This is an issue I’ve observed since my iPhone updated to iOS 15 and may simply be an OS issue I have to wait to see patched, but I figured it couldn’t help to throw something out on the forums and see what I got back.
Basically, I created a playlist (“Phone,” imaginatively enough) of albums I wanted downloaded to my device since Sync is no longer supported. A fair portion of the contents of that playlist will download without issue. However, even after deleting and restarting the download with the phone’s auto-lock disabled and Plex running in the foreground, I see that it’s the same number (2311) of items that error out.
Add to the mystery, they’re all by artists whose pages were populated by the automated metadata agents. I eventually got tired of the anomalies those agents created in my music library and turned them off, but some artist “pages” were generated from them along the line. The trick is, I can’t figure out how this would make a difference. Short of having more tags per album than I would normally use, nothing appears to be improperly formatted or corrupted.
I tried to pick through the logs from my iOS device, but wasn’t able to find any obvious errors or warnings in all that text.
If anyone else has run into this or has any suggestions, I’m all ears. Considering the playlist partially downloads and is 11 days long, it’s hardly the end of the world, but I would like to resolve this sooner rather than later.
This might be a long shot… but with 1000+ songs you’ll have quite a sizable download. Does your iPhone still have sufficient space or could it stop downloading more items because it’s running out of space (or space allocated to download media to Plex)?
Fair question, but storage shouldn’t be an issue here. I’ve got approx. 57 GB allocated for Plex and it’s only using 38.5 GB as of the moment and the amount of free space the app is reporting seems correct.
Something I forgot to mention in my initial post: the app tends to freeze and even crash out because of these download errors. If I had to guess, it keeps trying to check what’s queued against what’s on the server and it’s as if all bandwidth gets allocated to that check - whether on mobile data or Wi-fi, it behaves the same.
Here’s the most recent set of logs from the device. The phone was cycling between attempting/failing the files in question when I generated this. It’s been doing that all evening.
I’m guessing not, but has there been any feedback from those logs?
Barring that, any ideas I can try to get around these glitches?
For an added bit of info, I think we can eliminate the source of metadata as the culprit. I took one of the problem artists, deleted the artist totally from my server and then re-added the files, which resulted in a brand new artist profile. After adding albums back to the playlist I’m downloading to my phone, they’re still failing to pull down.
A bit counter-productive, but at least it’s another data point.
As an aside, I’ve had an intermittent issue which may or may not be connected and which has only been present since the iOS 15 upgrade. Every once in a while, power cycling the phone will reset the Plex app to the extent that not only do I need to log in as if for the first time, but it also has shed ANY user settings that were in place before. Could just be some iOS junk that has no bearing here, but thought I’d mention it just in case.
Ok, not sure if this is in any way useful, but I’ve got one other data point.
After having the app itself freeze repeatedly and crash during playback (presumably because of the Download function having a fit), I just cleared out the Download queue. The app was still unstable as hell, but at least it was responsive before shutting itself down five seconds into a playback.
I read a few other threads on here about iOS and Downloads issues and saw some people attempting to only download a portion of what they were after. I set one album to download.
It consistently failed when part of the playlist I use to keep my queue simple. This time, the process started and jumped to “Error Downloading 10 Files” damn near instantaneously. The problem is nothing, if not consistent.
I’m guessing the app is trying to start hundreds of downloads at once when it starts encountering friction. I’d assume the problem was the size of the playlist I’m attempting to download, but the app DOES successfully download about 1400 files which aren’t in any particular order, alphabetically or otherwise and it still fails when it’s just 10 of the problem files in isolation.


■ **Exercise prompt**
Please transcribe the data exactly as shown, skipping the images.

■ **Data shown**
|---|

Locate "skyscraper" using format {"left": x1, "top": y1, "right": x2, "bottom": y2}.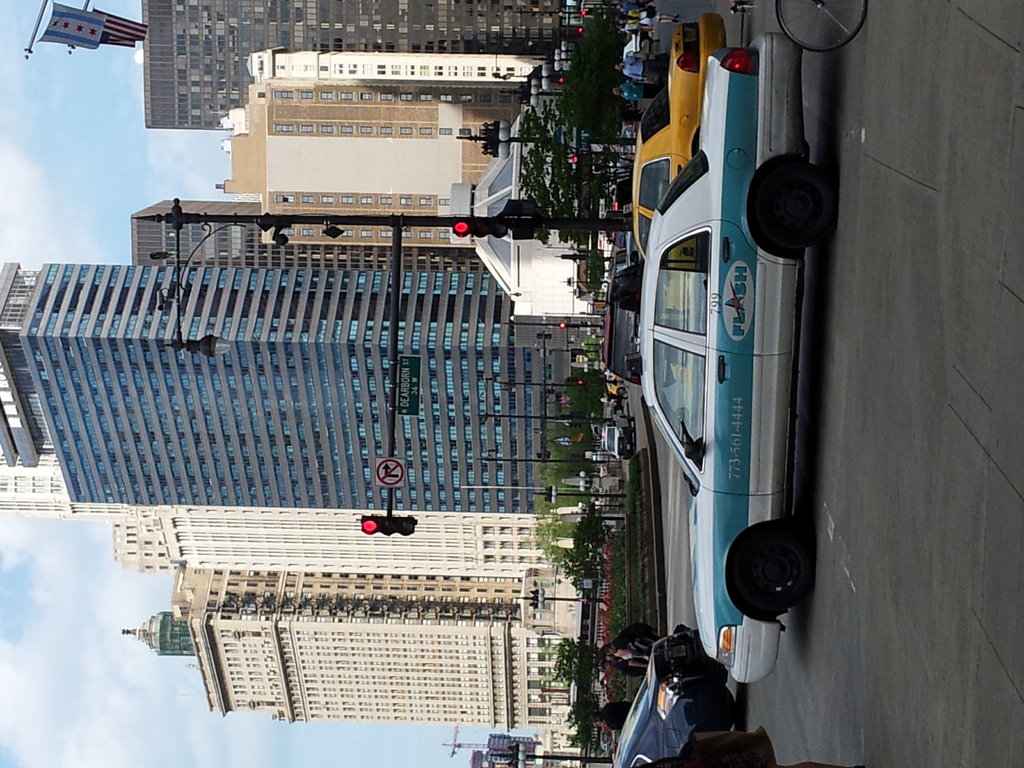
{"left": 0, "top": 251, "right": 612, "bottom": 512}.
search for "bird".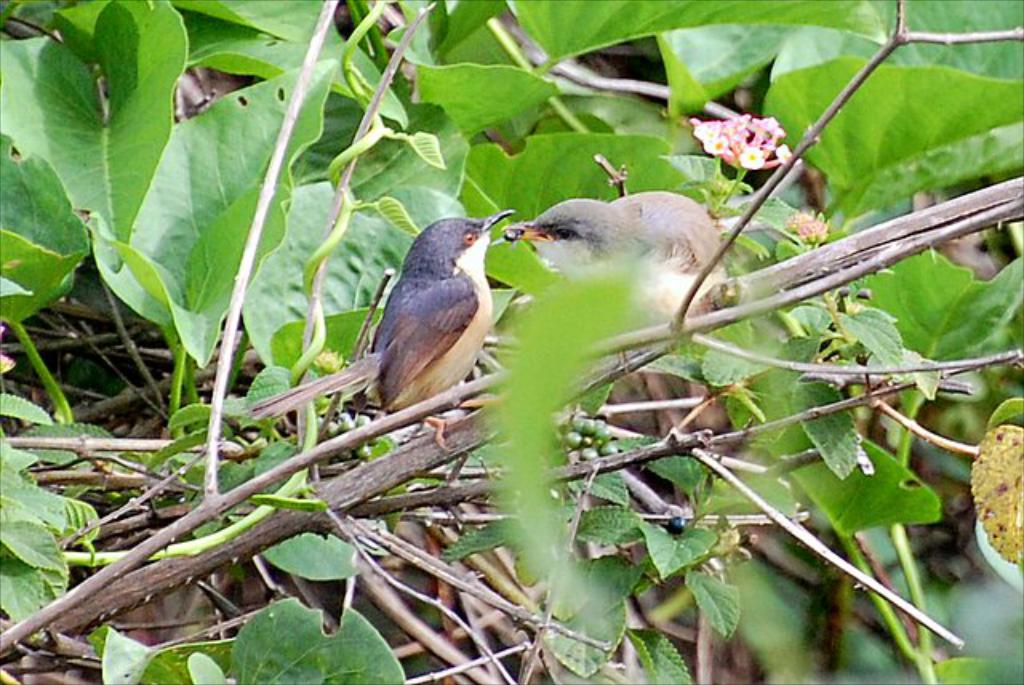
Found at [490, 190, 731, 331].
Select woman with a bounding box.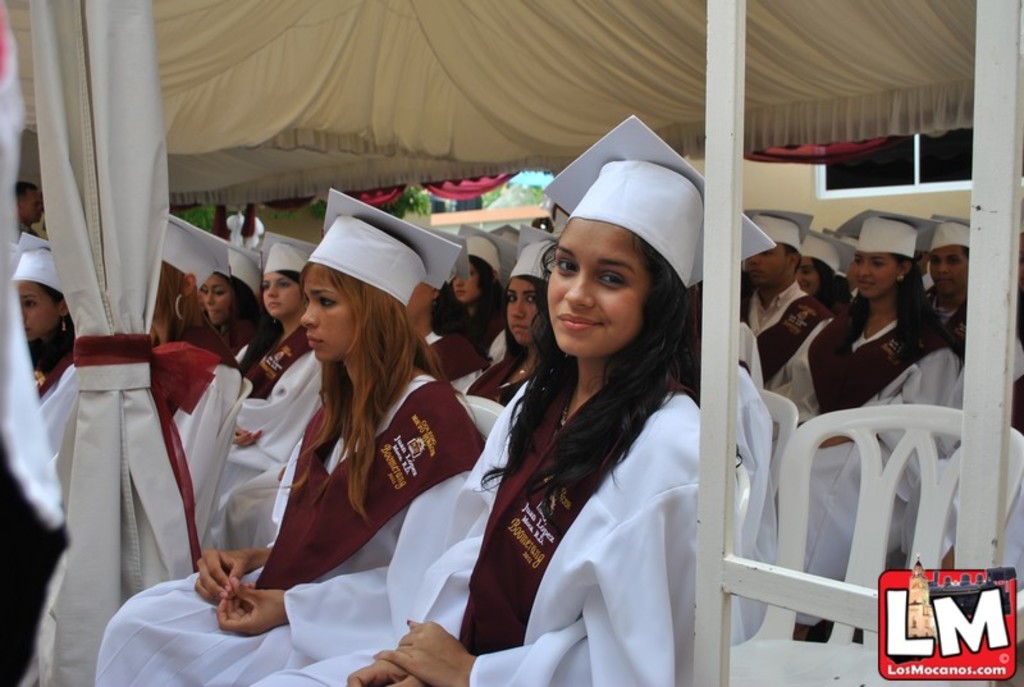
crop(788, 221, 842, 319).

|---|

■ **Task response**
Locate "skyscraper" using format {"left": x1, "top": y1, "right": x2, "bottom": y2}.
{"left": 0, "top": 251, "right": 612, "bottom": 512}.
search for "bird".
Found at [490, 190, 731, 331].
Select woman with a bounding box.
crop(788, 221, 842, 319).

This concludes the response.